It is a very well creafted drama in his globality, one that seriously stood out by how complete it felt. Highly recommend.
Was this review helpful to you?
This review may contain spoilers
"The past is never dead. It's not even past."
Heartbreaking and evocative from its magnificent opening credits, “The Scarecrow” fully achieves every narrative goal it sets for itself, gradually transforming its crime framework into something far broader and more painful. What initially appears to be a conventional serial killer investigation slowly evolves into a collective tragedy, an irreversible accumulation of consequences where guilt, compromise, denied truths, grief and memory settle layer upon layer, forming a sorrowful elegy for lives trapped within the failures of an entire system.Drawing inspiration from the infamous Hwaseong murders, the drama uses real-life events as the starting point for a far broader and more disturbing reflection. The killer ultimately comes to represent only one part of the horror, while the true heart of the narrative gradually emerges through the distortions of a system incapable of distinguishing between justice and convenience, where power, prestige, fear and opportunism contribute, directly or indirectly, to the making of the tragedy.
The killer is merely the catalyst. The real tragedy begins when Evil finds fertile ground in the distortions of power, the indifference of institutions and the fragility of individuals. From that moment onward, every mistake generates a new consequence, every omission creates another victim, and truth becomes increasingly difficult to separate from its manipulations.

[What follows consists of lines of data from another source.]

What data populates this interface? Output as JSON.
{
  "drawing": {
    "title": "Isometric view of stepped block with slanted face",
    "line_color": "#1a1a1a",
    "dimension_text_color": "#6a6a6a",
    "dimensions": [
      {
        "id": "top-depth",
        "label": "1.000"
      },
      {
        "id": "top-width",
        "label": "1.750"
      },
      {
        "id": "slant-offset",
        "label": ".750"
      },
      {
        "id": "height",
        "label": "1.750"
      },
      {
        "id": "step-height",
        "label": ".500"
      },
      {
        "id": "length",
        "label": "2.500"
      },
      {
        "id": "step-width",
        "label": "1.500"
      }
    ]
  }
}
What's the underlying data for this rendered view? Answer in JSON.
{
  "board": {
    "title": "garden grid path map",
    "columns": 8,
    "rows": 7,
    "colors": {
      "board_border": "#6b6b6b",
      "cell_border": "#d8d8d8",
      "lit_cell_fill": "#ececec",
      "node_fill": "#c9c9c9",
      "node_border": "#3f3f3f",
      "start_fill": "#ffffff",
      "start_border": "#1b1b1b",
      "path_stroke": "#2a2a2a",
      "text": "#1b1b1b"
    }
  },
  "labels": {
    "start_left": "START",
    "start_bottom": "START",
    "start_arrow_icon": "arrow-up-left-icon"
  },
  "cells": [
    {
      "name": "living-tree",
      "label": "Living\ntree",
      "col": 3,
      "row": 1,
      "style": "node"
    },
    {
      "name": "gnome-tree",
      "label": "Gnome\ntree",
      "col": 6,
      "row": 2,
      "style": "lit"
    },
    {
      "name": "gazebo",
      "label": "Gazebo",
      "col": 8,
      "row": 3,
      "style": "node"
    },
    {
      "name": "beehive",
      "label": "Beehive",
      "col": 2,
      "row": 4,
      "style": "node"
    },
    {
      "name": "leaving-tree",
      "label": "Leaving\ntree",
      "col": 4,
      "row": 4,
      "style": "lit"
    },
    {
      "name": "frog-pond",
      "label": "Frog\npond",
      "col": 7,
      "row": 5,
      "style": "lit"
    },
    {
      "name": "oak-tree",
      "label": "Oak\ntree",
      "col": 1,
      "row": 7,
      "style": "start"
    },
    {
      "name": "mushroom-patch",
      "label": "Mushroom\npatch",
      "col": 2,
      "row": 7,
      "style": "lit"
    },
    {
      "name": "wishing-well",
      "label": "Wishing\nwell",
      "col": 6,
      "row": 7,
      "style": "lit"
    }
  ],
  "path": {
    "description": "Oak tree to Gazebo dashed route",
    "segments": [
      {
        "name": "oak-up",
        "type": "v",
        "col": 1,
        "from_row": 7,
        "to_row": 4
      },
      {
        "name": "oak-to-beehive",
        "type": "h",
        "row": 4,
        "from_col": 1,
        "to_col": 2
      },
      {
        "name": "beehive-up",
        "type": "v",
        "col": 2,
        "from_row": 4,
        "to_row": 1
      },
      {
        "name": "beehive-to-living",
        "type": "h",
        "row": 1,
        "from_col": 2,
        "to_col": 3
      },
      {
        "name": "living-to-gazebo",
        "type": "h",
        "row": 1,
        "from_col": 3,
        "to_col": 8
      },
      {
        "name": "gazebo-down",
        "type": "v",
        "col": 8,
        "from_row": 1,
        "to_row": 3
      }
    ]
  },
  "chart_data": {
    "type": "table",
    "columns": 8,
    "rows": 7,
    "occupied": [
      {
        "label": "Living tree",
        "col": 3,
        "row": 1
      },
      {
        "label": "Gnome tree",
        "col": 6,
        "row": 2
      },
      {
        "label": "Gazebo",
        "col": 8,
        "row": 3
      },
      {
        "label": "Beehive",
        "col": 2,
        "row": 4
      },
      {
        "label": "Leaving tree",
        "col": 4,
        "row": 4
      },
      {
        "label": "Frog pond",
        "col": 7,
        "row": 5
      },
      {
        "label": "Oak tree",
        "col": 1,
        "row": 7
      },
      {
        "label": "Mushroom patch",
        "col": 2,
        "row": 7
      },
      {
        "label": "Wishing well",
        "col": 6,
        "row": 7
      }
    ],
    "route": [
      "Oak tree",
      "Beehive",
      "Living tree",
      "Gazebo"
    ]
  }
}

Making this descent into the grey areas of collective conscience even more compelling is a remarkably sophisticated approach to characterization, one that consistently avoids the reassuring dichotomy of "good" and "evil." With the exception of the victims of the injustices perpetrated by the police and the prosecution, almost no one is ever reduced to a single narrative function.
More than mere individuals, many of the protagonists become mirrors through which the drama reflects the tensions and ambiguities of Korean society at the time, carrying on their shoulders not only their own personal destinies, but also the wounds, compromises and contradictions of an entire system, while never losing their fragile and painfully human dimension.
Particularly emblematic is the figure of prosecutor Shi-young, a character who quickly transcends the role of a simple antagonist to become the embodiment of a system built upon privilege, prestige and the exercise of power. Corrupt, manipulative and often morally repulsive, he nevertheless remains far too complex to be dismissed as a conventional villain, contributing to the constant ethical destabilization that stands among the drama's most fascinating achievements.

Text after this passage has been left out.